Better late than never, right? Each year many of us spend an inordinate amount of time drumming up the perfect goals for the looming new year. Most times, those ideal-esque perfect goals are based solely on a personâs previous yearâs not-so-great experiences or aspirational goals seen accomplished by others on social media – or both.
In planning for 2024, letâs not set goals based on personal missteps or heavily filtered wins of others.
Start with the right now.
What intrigues you? What piques your interests? And, especially for those of us middle-aged folks, how do you want your efforts to leave an impact on rising leaders?
In preparation for â24 goals, think about current curiosities and lean in a bit deeper to that positive trajectory. Run towards the compelling, not blindly away from the regrettable.
First things first
Goal setting for a new year is increasingly portrayed as a negative. Michelle Turk, a licensed marriage and family therapist with the virtual primary and mental health care platform PlushCare, shares that establishing annual resolutions or goals, âcan lead to feelings of inadequacy, which can harm self-esteem and lead to self-criticism.â
How about we not take this so seriously? How about we allow those that prefer to start a new year fresh, with fresh ideas and mindsets, to do exactly that without judgmental diatribes? How about we think about what we love and strive to do more of those things in the coming days?
As leaders, itâs important to rise above daily intricacies to identify meaningful next steps, objectives and aspirations.
As a leader, what are you seeing now that draws you in to learn more? Start there.
As a technology leader, 2023 showed me some things. Within the past year Iâve experienced confirmation that ideals can evolve into reality. Those experiences?
Service-first team
Technology departments have not always been the most engaging, approachable environments. In addition, technology leadership roles are typically served with unimaginable technical baggage – physical, emotional and (almost always) within the team itself.
Within all industries the running joke in information technology has been, âImagine how was this would all be without these blasted users!â Yes, a joke, but tinged with a shameful reality.
Yes, technology is highly complex, fraught with risk, unimaginably stressful to support and drive. Despite many leaders making it look easy, the automations and machinations of technical advancement have simply shifted around the hard parts into less visible yet equally impossible parts. In the end, what really matters?

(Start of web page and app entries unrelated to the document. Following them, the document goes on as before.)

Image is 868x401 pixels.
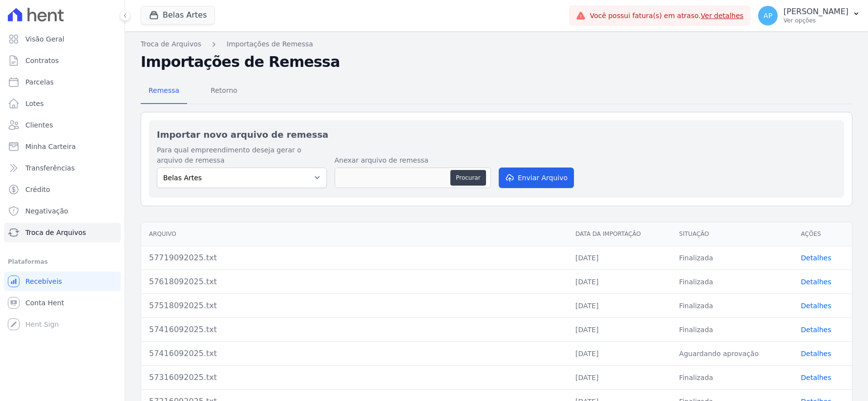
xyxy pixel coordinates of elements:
[26,277,62,286] span: Recebíveis
[148,276,560,288] div: 57618092025.txt
[801,278,831,286] a: Detalhes
[26,141,76,151] span: Minha Carteira
[764,12,772,19] span: AP
[140,79,245,104] nav: Tab selector
[567,246,671,270] td: [DATE]
[4,223,121,242] a: Troca de Arquivos
[148,300,560,312] div: 57518092025.txt
[140,79,187,104] a: Remessa
[801,374,831,382] a: Detalhes
[671,270,793,294] td: Finalizada
[671,294,793,317] td: Finalizada
[700,12,743,19] a: Ver detalhes
[26,99,44,108] span: Lotes
[26,163,75,173] span: Transferências
[567,341,671,365] td: [DATE]
[793,222,852,247] th: Ações
[143,81,185,100] span: Remessa
[226,39,313,50] a: Importações de Remessa
[589,11,743,21] span: Você possui fatura(s) em atraso.
[335,155,490,166] label: Anexar arquivo de remessa
[26,77,54,87] span: Parcelas
[148,252,560,264] div: 57719092025.txt
[26,184,50,195] span: Crédito
[750,2,868,29] button: AP [PERSON_NAME] Ver opções
[157,128,836,141] h2: Importar novo arquivo de remessa
[140,53,852,71] h2: Importações de Remessa
[204,81,243,100] span: Retorno
[26,206,69,216] span: Negativação
[26,228,86,238] span: Troca de Arquivos
[671,341,793,365] td: Aguardando aprovação
[671,222,793,247] th: Situação
[567,222,671,247] th: Data da Importação
[4,272,121,292] a: Recebíveis
[801,326,831,334] a: Detalhes
[671,365,793,390] td: Finalizada
[4,116,121,135] a: Clientes
[567,294,671,317] td: [DATE]
[4,137,121,156] a: Minha Carteira
[157,145,326,166] label: Para qual empreendimento deseja gerar o arquivo de remessa
[141,222,567,247] th: Arquivo
[801,302,831,310] a: Detalhes
[140,39,852,50] nav: Breadcrumb
[567,270,671,294] td: [DATE]
[671,317,793,341] td: Finalizada
[671,246,793,270] td: Finalizada
[499,168,574,188] button: Enviar Arquivo
[4,201,121,221] a: Negativação
[801,254,831,262] a: Detalhes
[148,324,560,336] div: 57416092025.txt
[4,50,121,71] a: Contratos
[26,56,59,65] span: Contratos
[140,39,201,50] a: Troca de Arquivos
[4,159,121,178] a: Transferências
[26,120,53,130] span: Clientes
[8,256,116,268] div: Plataformas
[567,317,671,341] td: [DATE]
[4,94,121,114] a: Lotes
[4,180,121,199] a: Crédito
[450,170,486,185] button: Procurar
[784,6,848,17] p: [PERSON_NAME]
[148,348,560,360] div: 57416092025.txt
[26,298,64,308] span: Conta Hent
[4,29,121,49] a: Visão Geral
[567,365,671,390] td: [DATE]
[4,294,121,313] a: Conta Hent
[4,72,121,92] a: Parcelas
[801,350,831,358] a: Detalhes
[26,34,64,44] span: Visão Geral
[203,79,245,104] a: Retorno
[148,372,560,384] div: 57316092025.txt
[784,17,848,25] p: Ver opções
[140,6,214,25] button: Belas Artes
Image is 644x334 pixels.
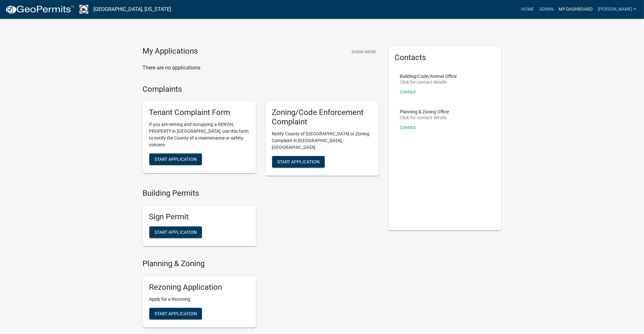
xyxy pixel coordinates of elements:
[149,153,202,165] button: Start Application
[400,89,416,94] a: Contact
[149,108,249,118] h5: Tenant Complaint Form
[149,212,249,221] h5: Sign Permit
[143,64,378,72] p: There are no applications
[400,124,416,129] a: Contact
[400,110,449,114] p: Planning & Zoning Office
[143,188,378,198] h4: Building Permits
[143,259,378,268] h4: Planning & Zoning
[149,226,202,238] button: Start Application
[400,73,457,78] p: Building/Code/Animal Office
[595,3,638,16] a: [PERSON_NAME]
[272,130,372,151] p: Notify County of [GEOGRAPHIC_DATA] or Zoning Complaint in [GEOGRAPHIC_DATA], [GEOGRAPHIC_DATA]
[349,46,378,57] button: Show More
[400,116,449,119] p: Click for contact details:
[556,3,595,16] a: My Dashboard
[277,159,320,164] span: Start Application
[272,108,372,126] h5: Zoning/Code Enforcement Complaint
[536,3,556,16] a: Admin
[149,308,202,319] button: Start Application
[519,3,536,16] a: Home
[154,310,197,316] span: Start Application
[154,229,197,235] span: Start Application
[400,79,457,84] p: Click for contact details:
[149,296,249,303] p: Apply for a Rezoning
[143,46,198,56] h4: My Applications
[149,121,249,148] p: If you are renting and occupying a RENTAL PROPERTY in [GEOGRAPHIC_DATA], use this form to notify ...
[272,156,324,167] button: Start Application
[149,282,249,292] h5: Rezoning Application
[143,84,378,94] h4: Complaints
[79,5,88,14] img: Madison County, Georgia
[154,157,197,162] span: Start Application
[395,53,495,63] h5: Contacts
[93,4,171,15] a: [GEOGRAPHIC_DATA], [US_STATE]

Itâs the service we provide.
Maybe technology excellence doesnât come from its core. Maybe technology excellence…perhaps…comes from a little bit more!
The service we provide, the teams we build to support our users, the ability to make the highly complex not only approachable, but exciting.
While the tech decisions remain hard(ware), the service and support need to feel effortless.
Partnerships
If proprietary, home-grown and self-managed represent yesterday, then today and all the tomorrows are physical transitions to the work smarter, not harder mantra. Sure the road can be driven solo, but the path softens when you find those partners to work alongside rather than direct.
We all support businesses that mean something to someone. Find those someones and let them understand the strength that comes from professional reciprocity.
Have a weak spot of internet connectivity on your campus? Find your partner. Ours happens to be Jason Hall, Cox Business.
Running lean and need to fill a gap with high-level service excellence? Find your partner. Ours is Matt Romine, IFWORLD. How about cybersecurity support? Our partner is Andrew Bryant with eSentire.
Looking to build a world-class, wander-able, endlessly seamless technology environment? Find your partner. Ours are Rich Benson, Trent Townsend and Adam Booth of Next Step Innovations who link us with Aruba, Palo Alto, and so many more.
Are we perfect? Infallible? Nope. But we are stronger together.
Our partners donât need to be your partners. But if you canât name your partners and recognize them in a professional lineup, you likely donât have the level of partnership that will exponentially lighten your burden. Find your partners.
Allies
As individuals, we are not for everyone. Despite how strong we or others think we are, there are always going to be a handful of colleagues that we cannot win over. And that is okay!
This about this. Do we all love avocado toast? No. Do some of us question others who rattle on and on about avocado toast as an acceptable food choice? Yes. The same goes for us as people. I might find myself delightful and unbelievably effective. Others – as unbelievable as it might seem – may find me to be entirely unappealing.
This is where allies come in to carry us through those that need avocado toast to get through a day.
For those that we rub the wrong way. For those that need to work with someone different, when that difference might even be genetic (ew, David, right?). For those that respond to personalities that are different than ours. Find your allies. And BE the ally to others.
So…now what?
The aforementioned serves as my favorite things of â23, next step basics and/or, as a native New Orleanian I might call it, the leadership roux.
Small steps lead to big change.
For my 2024, I choose to build upon what 2023 continued to teach me. My âholy trinityâ of leadership success: (1) focusing on service, (2) leaning into valued partnerships and (3) accepting help from my allies.
Keep learning, stay teachable, lean into whatâs effective and bring on 2024!